When it comes to making peace, Trump is making everything worse
Maybe the world's major conflicts remain too fluid to draw hope towards ending anytime soon, but it's not too soon to conclude that all of Donald Trump's bluster about being the king of peace are overblown.
Indeed, his insistence that only he can settle years-long conflicts in Europe and the Middle East may just be making them worse.
The Nobel Peace Prize judges may want to hold off on any invitation to Oslo. Donald Trump the Peacemaker cannot settle the Russia-Ukraine war in a single day, as he had boasted many times, or in a single month or single year. Nor the Israel-Hamas war. Nor the nuclear threat from Iran or the various economic and intelligence threats from China or North Korea.
Trump's phone calls with Vladimir Putin and Volodymyr Zelenskyy on Monday did not move those parties towards ceasefire.
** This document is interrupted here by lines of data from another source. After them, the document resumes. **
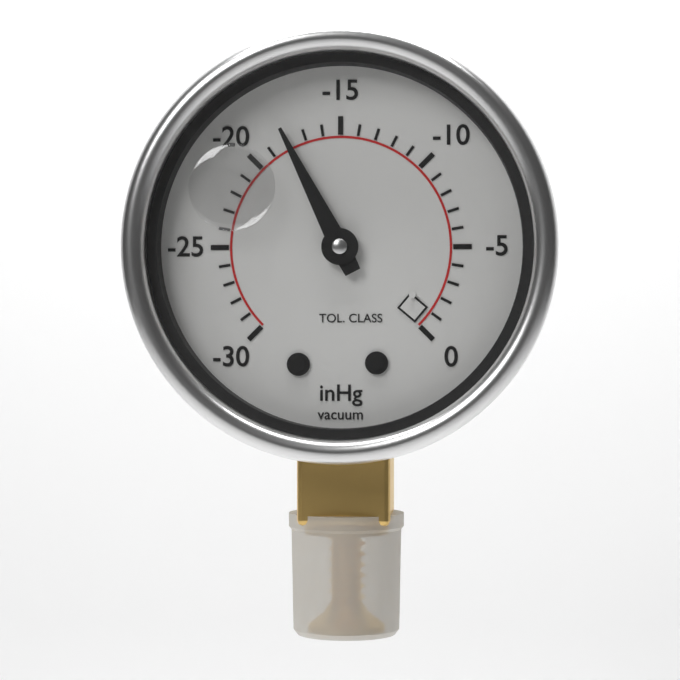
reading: -18 inHg
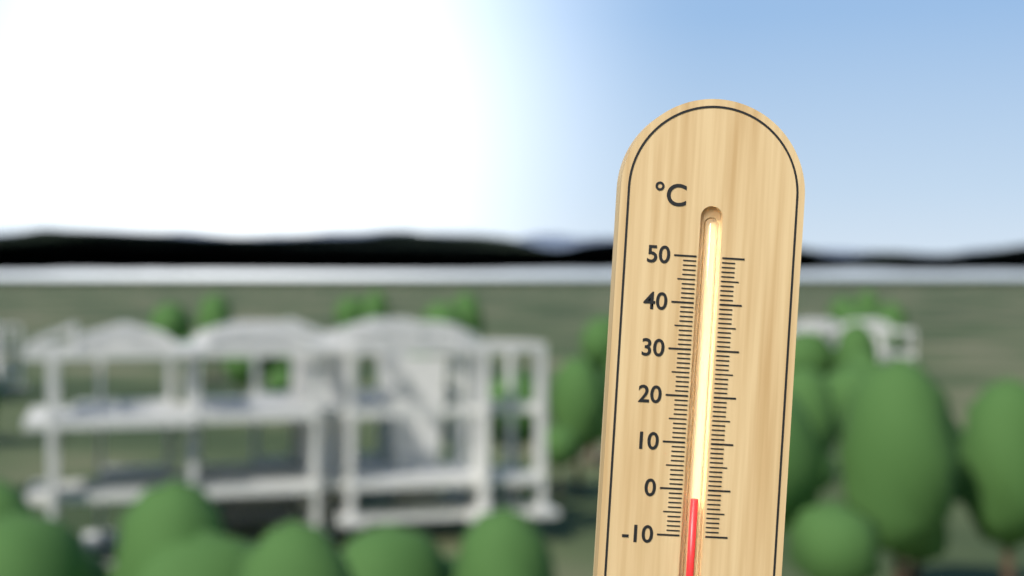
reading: -2 °C
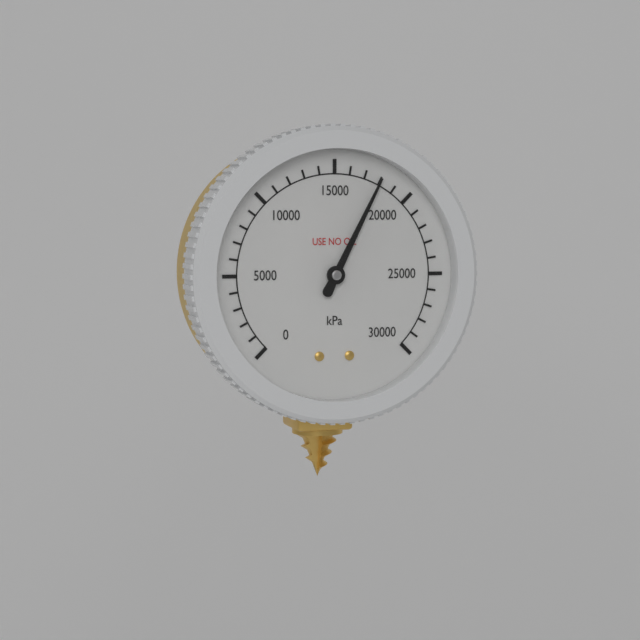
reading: 18000 kPa
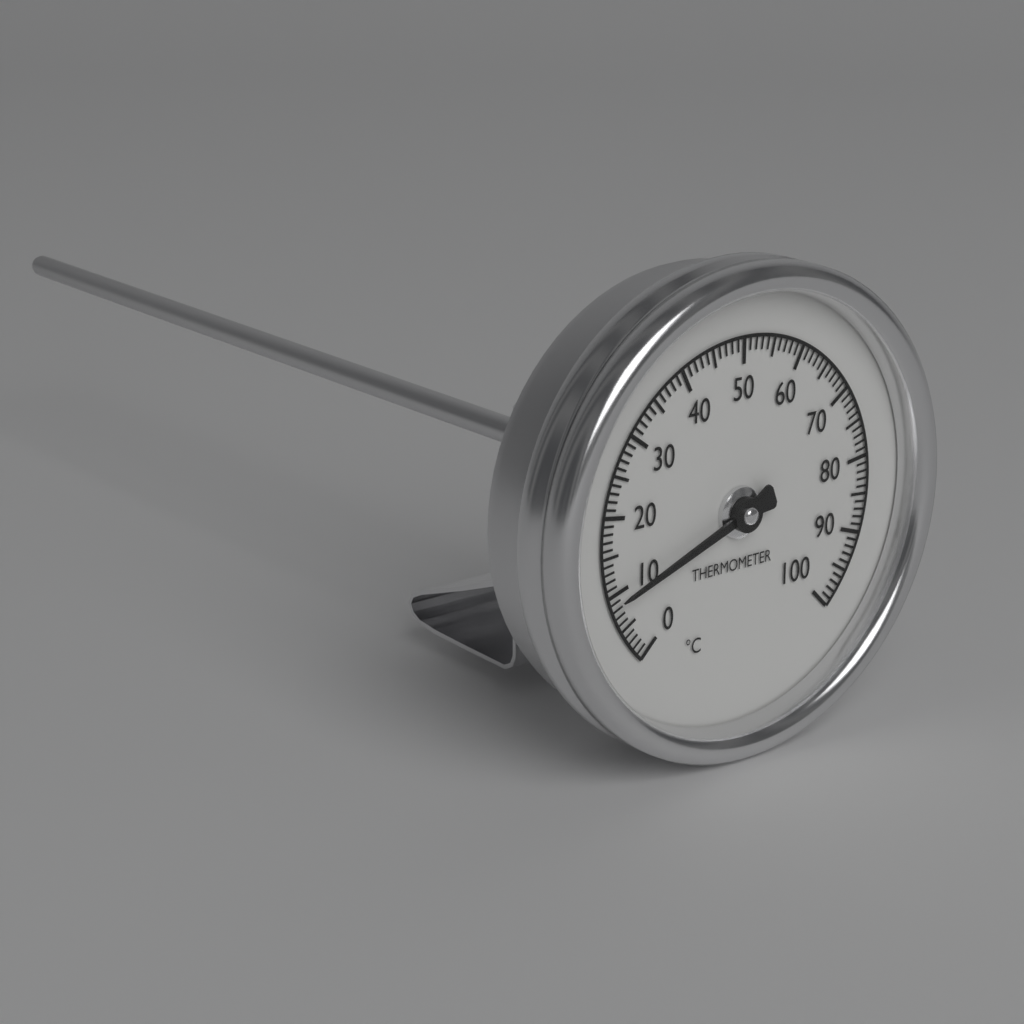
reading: 9 °C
If anything, over the weekend, Russia hit Kiev and other cities with the largest drone attacks to date.
Trump's apparent petulance that his word alone does not prompt immediate cessation of combat and the bombing of Ukraine's civilian population only presage his own disengagement, suggesting that new Pope Leo XIV take the lead mediation role.
Trump is not even making clear whether by threatening to step back, he will seek to withhold U.S. weapons and intelligence again from the Ukrainians; signals were that he would refuse to join European leaders in a new round of economic sanctions against Russia to focus attention on peace efforts, instead expressing hope for big trade with Russia at some point. Zelenskyy continues to offer intermediate ceasefires but to reject land losses to the invading Russians; the Russians are insisting that they are open to ceasefires only if it gives them exactly what they would take by military means.
How is this stand-back Trump helping anyone in the conflict or America's strategic interests?
The Middle East
Nor is Peacemaker Trump proving successful as intervenor and would-be solver of the Israel-Hamas war.
Instead, we see story after story about Israeli Prime Minister Benjamin Netanyahu feeling ignored by a frustrated Trump in decisions affecting the region and the renewed air and ground war destruction of Gaza recast as permanent occupation by Israel with evident starvation of its Palestinian population.
Even in the face of continuing pleas from Israelis to focus on retrieval of Oct. 7. 2023 hostages, Israel's right-leaning government insists on crushing an uninhabitable Gaza to kill remaining Hamas fighters. European allies are openly breaking with Israel over its announced re-occupation plans for Gaza. This week, there were reports of the death of Muhammad Sinwar, brother and successor to Hamas leader Yahya Sinwar.
Trump has come up with another version of his plan to ship out a million Palestinians, this time to Libya, the same place our own State Department warns is too dangerous for Americans to travel. This week, Trump broke his own general silence about the Israeli ban on humanitarian aid trucks, which Israel lifted a bit for the first time in three months.
Meanwhile, Trump made direct contact with Hamas for release of an American hostage and summarily called off seven weeks of intense, if questionably effective bombing of Houthi rebels in Yemen without consulting with Netanyahu or fully stopping Houthi threats. Trump is offering simultaneous threats and settlement talks with Iran about nuclear weapons development, again without apparent partnership with Netanyahu.
Trump's trip to the Gulf nations where his own family is doing business deals did not include a stop in Israel to meet with the ally Trump has identified over and over as his closest. Indeed, the biggest story from the region was about the "gift" of a $400 million, luxurious, Qatari royal 747 jet for Trump's use now as Air Force One and later as a personal toy -- and even that, The New York Times tells us, came about because Trump inquired about its availability.
In the crazy everything-is-politics mode, it turns out that Trump's runaway campaign conflating anti-Zionist land expansion with anti-Semitism, is playing out a Heritage Foundation plan to use the Israel issue as a weapon against domestic liberals. Even peace in the Middle East is dependent on Trump politics.
And in the world of politics, Trump showed again yesterday, his word alone was insufficient to bring together even arguing factions within the House Republicans who were still working over how much to cut from federal spending after an overnight Rules Committee session. Trump, who may a strong urge to bully, lacks a persuasion gene to overcome new Congressional Budget Office reports that his proposals would boost U.S. debt substantially.
The takeaway: Trump is so concerned about Trump's centrality to any ceasefire efforts and his insistence on immediacy that he seems to be ignoring the idea that the conflict is continuing -- and worsening.